45 automatic as a “legendary manstopper,” and the long-standing American conviction that the 9mm automatic was an impotent wimp thing that would make your wife a widow if you trusted your life to it. When Germans shot Americans with their 9mm Luger pistols, the Americans tended to become indignant and kill the German who shot them, and then walk to an aid station to either die a lingering death or recover completely. 45 automatics, the Germans tended to fall down and die. The bottom line was that when Americans shot Germans with Colt. 45 shot this impressive group in a police-style qualification.Ĭountless tales of up close and personal pistol fighting emerged from WWI. 45 automatic was the ticket to getting out of the trenches alive once the enemy hordes had flowed into those trenches with you.Ī “snubby” with 3-inch barrel, the Springfield Armory Micro Compact 1911. To hell with bayoneted rifles, said the doughboys this Colt. 45 slug struck the enemy in the wishbone, he tended to be immediately rendered hors de combat. Eight quick flicks of the index finger unleashed eight heavy 230-grain bullets, almost half an inch in diameter and traveling some 830 feet per second. The 1911 pistol, on the other hand, proved to be in its element there. But, when the enemy was right there in the trenches with you, ready to spear you with the blood-stained bayonet of his Mauser, these long, heavy rifles that needed a four-step process to hand-cycle another cartridge into the firing chamber were not the optimum defensive tools. 30/06 battle rifles had proven themselves splendidly rugged and accurate when sniping at enemy soldiers across the battlefield. The bolt-action 1903 Springfield and 1917 Enfield. The 1911A1 would remain the classic shape of this classic pistol for the remainder of the century. The hammer was reconfigured and the grip safety’s tang lengthened in hopes of preventing the pinch at the web of the hand that many doughboys had reported when the gun was cycling. Bigger sights that were easier to see were added. Its trigger was much shorter and easier to reach, and this was aided by new scalloping around the trigger guard area of the frame.

federal ordnance 1911 magazine

Before 1930, this advice coalesced into the improved Model 1911A1. It was determined that about half the soldiers thought the 1911 pistol had too long a trigger, too short a grip tang safety, and sights that were just about useless. In the early 1920s, a US military board convened to determine what had been learned in the Great War that could improve the design of the nation’s military small arms. This allowed the fastest possible revolver reload…right about the time all the cops decided they wanted semiautomatic pistols, which were faster still to reload.
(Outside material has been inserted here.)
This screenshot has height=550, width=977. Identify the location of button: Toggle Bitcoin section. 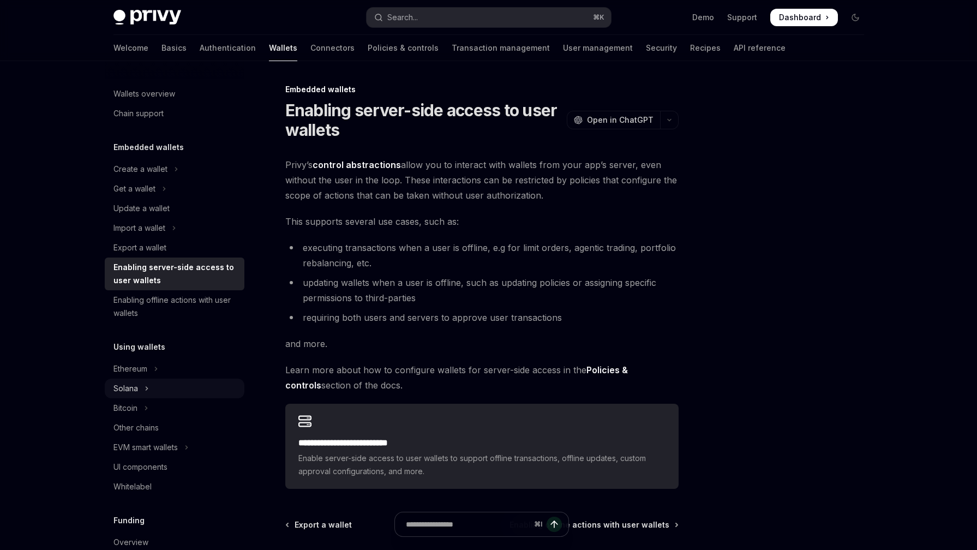
(175, 408).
FEDERAL ORDNANCE 1911 MAGAZINE FULL

45 auto cartridges together for fast reloading of these “revolvers using autoloader ammo.” Not until the last quarter of the 20th century would shooters figure out that a full moon clip could hold six such cartridges at once. These used ingenious half-moon clips developed by S&W to hold three of the “rimless”. Though the “.45 automatic” was the first choice, the industry couldn’t make enough of them and both Colt and Smith & Wesson pressed their revolver lines into production for the classic Model 1917 double action revolvers. In the trenches of WWI, for the first and the last time in American military history, it was determined that every single one of America’s troops needed to carry a. 45 case is in mid-air above gun, but recoil has barely lifted the muzzle from the centerline of the target. Here Ayoob fires the tiny Springfield Micro Compact. With modern techniques, even the lightest, hardest kicking 1911. And how John Browning’s brilliant design of a semiautomatic pistol in that caliber, as manufactured by Colt, was subsequently adopted as “Pistol, US, calibre. 45 caliber should be issued as a sidearm to US troops.

federal ordnance 1911 magazine

How this led to the Thompson/LaGarde study of handgun ammunition effectiveness in 1907 that indicated nothing of less than. 45 revolvers were dragged out of mothballs and re-issued to embattled American troops in the Pacific. 38 revolver failed miserably against psyched-up Moro warriors, and ancient. How during the Philippine insurrection, the newly issued. If you’ve read American firearms history at all, you know the lore of the.